Sources secured and on April 27 of that year, I donned the heels one last time before I traded them, once again, for cleats and left the Big Apple to chase a dream far bigger than myself. In the time period between that summer and now, I’ve slept on countless pull-outs, couches, floors and spare beds across the east coast. I’ve eaten more peanut butter, eggs and oatmeal than any one person should dare to consume in a lifetime. I’ve gotten injured, failed repeatedly and felt like I’d lost my mind more than once. All the while, I knew with every piece of me that this was the road I was supposed to travel. Regardless of the outcome, I was going to satisfy that feeling that burned within and not simply rebrand myself, but also redefine the very concept of success as I understood it along the way.
What I didn’t know then was that the competent, commanding influential woman prided in integrity I sought to find and become couldn’t be created out of some man-made mold in Manhattan. That person does not require the approval of others and does not come to be because of a certain job. The only way I could become this person was to create her myself - which meant everything I did had to prepare for her to surface. A job that failed to be backed by passion prevented me from finding that. In the very humbling path toward chasing a dream, I found what burned inside me and what continues to set my soul on fire. For me, that thing is the love of a simple game. In following my own heart, I learned that work without passion is meaningless and, therefore, cannot possibly be called success. More importantly, I found that when passion drives work, success becomes a natural by-product simply because true happiness buttresses it all. And, that’s a formula to live by because suddenly paychecks plated in gold don’t matter any longer. Success becomes personal and has no choice but to come alive.

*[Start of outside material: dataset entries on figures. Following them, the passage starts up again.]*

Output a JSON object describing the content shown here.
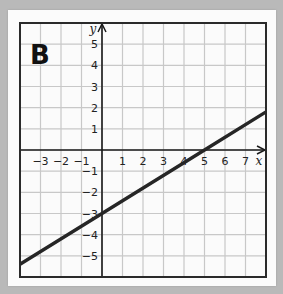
{
  "panel": {
    "label": "B"
  },
  "chart_data": {
    "type": "line",
    "title": "B",
    "xlabel": "x",
    "ylabel": "y",
    "xlim": [
      -4,
      8
    ],
    "ylim": [
      -6,
      6
    ],
    "grid": true,
    "x_ticks": [
      -3,
      -2,
      -1,
      1,
      2,
      3,
      4,
      5,
      6,
      7
    ],
    "y_ticks": [
      5,
      4,
      3,
      2,
      1,
      -1,
      -2,
      -3,
      -4,
      -5
    ],
    "series": [
      {
        "name": "line",
        "equation": "y = (3/5)x - 3",
        "x": [
          -4,
          0,
          5,
          8
        ],
        "y": [
          -5.4,
          -3,
          0,
          1.8
        ]
      }
    ]
  },
  "colors": {
    "background": "#b9b9b9",
    "panel": "#fbfbfb",
    "grid": "#c8c8c8",
    "line": "#262626"
  }
}
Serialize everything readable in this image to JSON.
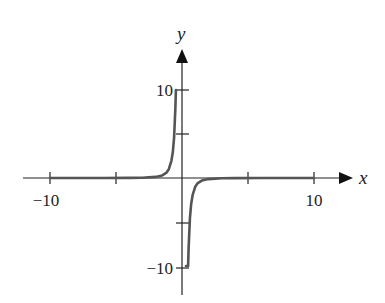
{
  "chart_data": {
    "type": "line",
    "title": "",
    "xlabel": "x",
    "ylabel": "y",
    "xlim": [
      -12,
      12.5
    ],
    "ylim": [
      -10,
      10
    ],
    "grid": false,
    "legend": null,
    "x_ticks": [
      -10,
      -5,
      5,
      10
    ],
    "x_tick_labels": [
      "−10",
      "",
      "",
      "10"
    ],
    "y_ticks": [
      10,
      5,
      -5,
      -10
    ],
    "y_tick_labels": [
      "10",
      "",
      "",
      "−10"
    ],
    "series": [
      {
        "name": "y = -1/x^3 (clipped at ±10)",
        "color": "#555555",
        "x": [
          -10,
          -8,
          -6,
          -4,
          -3,
          -2,
          -1.5,
          -1.2,
          -1,
          -0.8,
          -0.7,
          -0.6,
          -0.5,
          -0.464,
          0.464,
          0.5,
          0.6,
          0.7,
          0.8,
          1,
          1.2,
          1.5,
          2,
          3,
          4,
          6,
          8,
          10
        ],
        "values": [
          0.001,
          0.002,
          0.005,
          0.016,
          0.037,
          0.125,
          0.296,
          0.579,
          1.0,
          1.953,
          2.915,
          4.63,
          8.0,
          10.0,
          -10.0,
          -8.0,
          -4.63,
          -2.915,
          -1.953,
          -1.0,
          -0.579,
          -0.296,
          -0.125,
          -0.037,
          -0.016,
          -0.005,
          -0.002,
          -0.001
        ]
      }
    ]
  },
  "axes": {
    "x_label": "x",
    "y_label": "y",
    "x_tick_neg10": "−10",
    "x_tick_10": "10",
    "y_tick_10": "10",
    "y_tick_neg10": "−10"
  },
  "colors": {
    "axis": "#222222",
    "curve": "#555555",
    "background": "#ffffff"
  }
}
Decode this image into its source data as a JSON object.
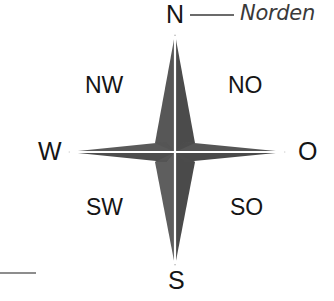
{
  "figure": {
    "kind": "compass-rose",
    "language": "de",
    "background_color": "#ffffff",
    "star": {
      "fill_dark": "#4f4f4f",
      "fill_light": "#6a6a6a",
      "center_x": 175,
      "center_y": 152,
      "tip_north_y": 34,
      "tip_south_y": 266,
      "tip_west_x": 68,
      "tip_east_x": 286,
      "points": 4
    },
    "cardinal_labels": [
      {
        "key": "north",
        "text": "N",
        "degrees": 0
      },
      {
        "key": "east",
        "text": "O",
        "degrees": 90
      },
      {
        "key": "south",
        "text": "S",
        "degrees": 180
      },
      {
        "key": "west",
        "text": "W",
        "degrees": 270
      }
    ],
    "ordinal_labels": [
      {
        "key": "northwest",
        "text": "NW",
        "degrees": 315
      },
      {
        "key": "northeast",
        "text": "NO",
        "degrees": 45
      },
      {
        "key": "southwest",
        "text": "SW",
        "degrees": 225
      },
      {
        "key": "southeast",
        "text": "SO",
        "degrees": 135
      }
    ],
    "annotation": {
      "text": "Norden",
      "leader_color": "#6b6b6b",
      "text_color": "#3a3a3a"
    },
    "corner_mark": {
      "color": "#8d8d8d"
    }
  }
}
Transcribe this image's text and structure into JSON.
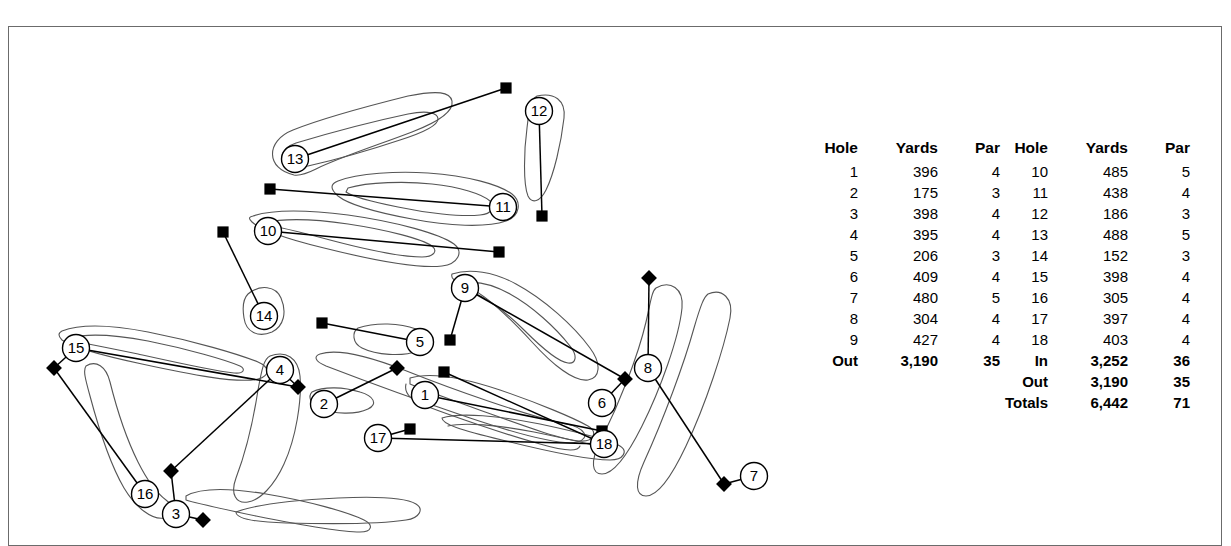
{
  "scorecard": {
    "front": {
      "headers": {
        "hole": "Hole",
        "yards": "Yards",
        "par": "Par"
      },
      "rows": [
        {
          "hole": "1",
          "yards": "396",
          "par": "4"
        },
        {
          "hole": "2",
          "yards": "175",
          "par": "3"
        },
        {
          "hole": "3",
          "yards": "398",
          "par": "4"
        },
        {
          "hole": "4",
          "yards": "395",
          "par": "4"
        },
        {
          "hole": "5",
          "yards": "206",
          "par": "3"
        },
        {
          "hole": "6",
          "yards": "409",
          "par": "4"
        },
        {
          "hole": "7",
          "yards": "480",
          "par": "5"
        },
        {
          "hole": "8",
          "yards": "304",
          "par": "4"
        },
        {
          "hole": "9",
          "yards": "427",
          "par": "4"
        }
      ],
      "summary": [
        {
          "hole": "Out",
          "yards": "3,190",
          "par": "35"
        }
      ]
    },
    "back": {
      "headers": {
        "hole": "Hole",
        "yards": "Yards",
        "par": "Par"
      },
      "rows": [
        {
          "hole": "10",
          "yards": "485",
          "par": "5"
        },
        {
          "hole": "11",
          "yards": "438",
          "par": "4"
        },
        {
          "hole": "12",
          "yards": "186",
          "par": "3"
        },
        {
          "hole": "13",
          "yards": "488",
          "par": "5"
        },
        {
          "hole": "14",
          "yards": "152",
          "par": "3"
        },
        {
          "hole": "15",
          "yards": "398",
          "par": "4"
        },
        {
          "hole": "16",
          "yards": "305",
          "par": "4"
        },
        {
          "hole": "17",
          "yards": "397",
          "par": "4"
        },
        {
          "hole": "18",
          "yards": "403",
          "par": "4"
        }
      ],
      "summary": [
        {
          "hole": "In",
          "yards": "3,252",
          "par": "36"
        },
        {
          "hole": "Out",
          "yards": "3,190",
          "par": "35"
        },
        {
          "hole": "Totals",
          "yards": "6,442",
          "par": "71"
        }
      ]
    }
  },
  "map": {
    "green_markers": [
      {
        "hole": "1",
        "x": 417,
        "y": 369
      },
      {
        "hole": "2",
        "x": 316,
        "y": 378
      },
      {
        "hole": "3",
        "x": 168,
        "y": 488
      },
      {
        "hole": "4",
        "x": 272,
        "y": 344
      },
      {
        "hole": "5",
        "x": 412,
        "y": 316
      },
      {
        "hole": "6",
        "x": 594,
        "y": 377
      },
      {
        "hole": "7",
        "x": 746,
        "y": 450
      },
      {
        "hole": "8",
        "x": 640,
        "y": 342
      },
      {
        "hole": "9",
        "x": 457,
        "y": 262
      },
      {
        "hole": "10",
        "x": 260,
        "y": 205
      },
      {
        "hole": "11",
        "x": 495,
        "y": 181
      },
      {
        "hole": "12",
        "x": 531,
        "y": 85
      },
      {
        "hole": "13",
        "x": 287,
        "y": 133
      },
      {
        "hole": "14",
        "x": 256,
        "y": 290
      },
      {
        "hole": "15",
        "x": 68,
        "y": 322
      },
      {
        "hole": "16",
        "x": 137,
        "y": 468
      },
      {
        "hole": "17",
        "x": 370,
        "y": 412
      },
      {
        "hole": "18",
        "x": 596,
        "y": 418
      }
    ],
    "tee_markers": [
      {
        "hole": "13",
        "x": 498,
        "y": 62,
        "shape": "square"
      },
      {
        "hole": "12",
        "x": 534,
        "y": 190,
        "shape": "square"
      },
      {
        "hole": "11",
        "x": 262,
        "y": 163,
        "shape": "square"
      },
      {
        "hole": "10",
        "x": 491,
        "y": 226,
        "shape": "square"
      },
      {
        "hole": "14",
        "x": 215,
        "y": 206,
        "shape": "square"
      },
      {
        "hole": "15",
        "x": 46,
        "y": 342,
        "shape": "diamond"
      },
      {
        "hole": "16",
        "x": 195,
        "y": 494,
        "shape": "diamond"
      },
      {
        "hole": "4",
        "x": 290,
        "y": 361,
        "shape": "diamond"
      },
      {
        "hole": "3",
        "x": 163,
        "y": 445,
        "shape": "diamond"
      },
      {
        "hole": "2",
        "x": 389,
        "y": 342,
        "shape": "diamond"
      },
      {
        "hole": "5",
        "x": 314,
        "y": 297,
        "shape": "square"
      },
      {
        "hole": "17",
        "x": 402,
        "y": 403,
        "shape": "square"
      },
      {
        "hole": "1",
        "x": 594,
        "y": 405,
        "shape": "square"
      },
      {
        "hole": "9",
        "x": 442,
        "y": 314,
        "shape": "square"
      },
      {
        "hole": "6",
        "x": 617,
        "y": 353,
        "shape": "diamond"
      },
      {
        "hole": "8",
        "x": 641,
        "y": 252,
        "shape": "diamond"
      },
      {
        "hole": "7",
        "x": 716,
        "y": 458,
        "shape": "diamond"
      },
      {
        "hole": "18",
        "x": 436,
        "y": 346,
        "shape": "square"
      }
    ]
  },
  "colors": {
    "frame": "#6b6b6b",
    "ink": "#000000",
    "fairway_outline": "#555555",
    "background": "#ffffff"
  }
}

I continue to work daily to polish that woman I set out to find after receiving my second college diploma. From now on, however, I will never again do it without first making sure the very things that give me purpose and meaning are at the heart of it all. I conquered a dream because every fiber inside me called it into being. My experience taught me something I will never forget: Each of us has that thing that burns so searing within, that it sets our entire essence on fire. Avoid it, the fire dies and numbness takes its place. Embrace it and it lights your whole world to the point that suddenly nothing is impossible. Welcome the blows that bring you to your knees because every time the wind is taken from your chest in effort to follow it, the Big Guy is just increasing your lung capacity so you can breathe in the incredible blessings that are coming your way.

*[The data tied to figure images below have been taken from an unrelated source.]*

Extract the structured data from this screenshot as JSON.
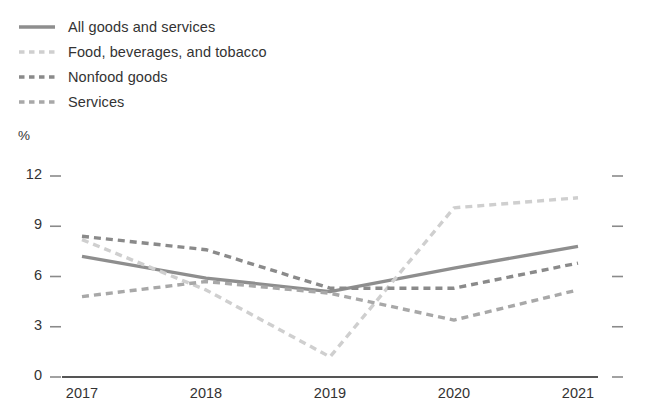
{
  "chart_data": {
    "type": "line",
    "title": "",
    "xlabel": "",
    "ylabel": "%",
    "unit_label": "%",
    "categories": [
      "2017",
      "2018",
      "2019",
      "2020",
      "2021"
    ],
    "x": [
      2017,
      2018,
      2019,
      2020,
      2021
    ],
    "ylim": [
      0,
      12
    ],
    "yticks": [
      0,
      3,
      6,
      9,
      12
    ],
    "ytick_labels": [
      "0",
      "3",
      "6",
      "9",
      "12"
    ],
    "grid": false,
    "legend_position": "top-left",
    "series": [
      {
        "name": "All goods and services",
        "style": "solid",
        "color": "#8e8e8e",
        "values": [
          7.2,
          5.9,
          5.1,
          6.5,
          7.8
        ]
      },
      {
        "name": "Food, beverages, and tobacco",
        "style": "dashed",
        "color": "#cfcfcf",
        "values": [
          8.2,
          5.2,
          1.2,
          10.1,
          10.7
        ]
      },
      {
        "name": "Nonfood goods",
        "style": "dashed",
        "color": "#8a8a8a",
        "values": [
          8.4,
          7.6,
          5.3,
          5.3,
          6.8
        ]
      },
      {
        "name": "Services",
        "style": "dashed",
        "color": "#a8a8a8",
        "values": [
          4.8,
          5.7,
          5.0,
          3.4,
          5.2
        ]
      }
    ]
  },
  "legend": {
    "items": [
      {
        "label": "All goods and services"
      },
      {
        "label": "Food, beverages, and tobacco"
      },
      {
        "label": "Nonfood goods"
      },
      {
        "label": "Services"
      }
    ]
  },
  "axes": {
    "y_unit": "%",
    "y_ticks": [
      "12",
      "9",
      "6",
      "3",
      "0"
    ],
    "x_ticks": [
      "2017",
      "2018",
      "2019",
      "2020",
      "2021"
    ]
  }
}
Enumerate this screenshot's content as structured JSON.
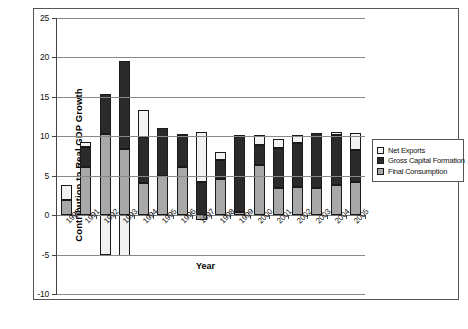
{
  "chart_data": {
    "type": "bar",
    "stacked": true,
    "title": "",
    "xlabel": "Year",
    "ylabel": "Contribution to Real GDP Growth",
    "ylim": [
      -10,
      25
    ],
    "yticks": [
      -10,
      -5,
      0,
      5,
      10,
      15,
      20,
      25
    ],
    "ytick_labels": [
      "-10",
      "-5",
      "0",
      "5",
      "10",
      "15",
      "20",
      "25"
    ],
    "grid": true,
    "legend_position": "right",
    "categories": [
      "1990",
      "1991",
      "1992",
      "1993",
      "1994",
      "1995",
      "1996",
      "1997",
      "1998",
      "1999",
      "2000",
      "2001",
      "2002",
      "2003",
      "2004",
      "2005"
    ],
    "series": [
      {
        "name": "Final Consumption",
        "color": "#a8a8a8",
        "values": [
          1.9,
          6.1,
          10.3,
          8.4,
          4.1,
          5.0,
          6.1,
          -0.6,
          4.6,
          0.4,
          6.3,
          3.4,
          3.6,
          3.4,
          3.8,
          4.2
        ]
      },
      {
        "name": "Gross Capital Formation",
        "color": "#2b2b2b",
        "values": [
          0.0,
          2.5,
          5.0,
          11.1,
          5.8,
          6.1,
          3.9,
          4.2,
          2.4,
          9.7,
          2.6,
          5.1,
          5.6,
          7.0,
          6.4,
          4.0
        ]
      },
      {
        "name": "Net Exports",
        "color": "#f2f2f2",
        "values": [
          1.9,
          0.7,
          -5.1,
          -5.2,
          3.4,
          0.0,
          0.3,
          6.4,
          1.0,
          0.0,
          1.2,
          1.2,
          1.0,
          0.0,
          0.4,
          2.2
        ]
      }
    ]
  },
  "legend": {
    "items": [
      {
        "label": "Net Exports",
        "key": "ne"
      },
      {
        "label": "Gross Capital Formation",
        "key": "gcf"
      },
      {
        "label": "Final Consumption",
        "key": "fc"
      }
    ]
  }
}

This blog is written with all this in mind. It came to be because of the many loved ones in my life who wanted to be kept informed during every step of my journey to fuse together my wildest dreams and passions with my career. What began a year ago - in 2009 - as humble and grateful email updates of progress and setbacks has now turned into a blog that documents much more than that. Now, I become a professional soccer player. So, now, the purpose for writing changes. The new goal is to tell a story of Women’s Professional Soccer from the eyes of a small-town kid that achieved a dream with no more to her name than a passion and faith that refused to quit and the selfless support of those that love her. I hope you enjoy the ride as much as I do.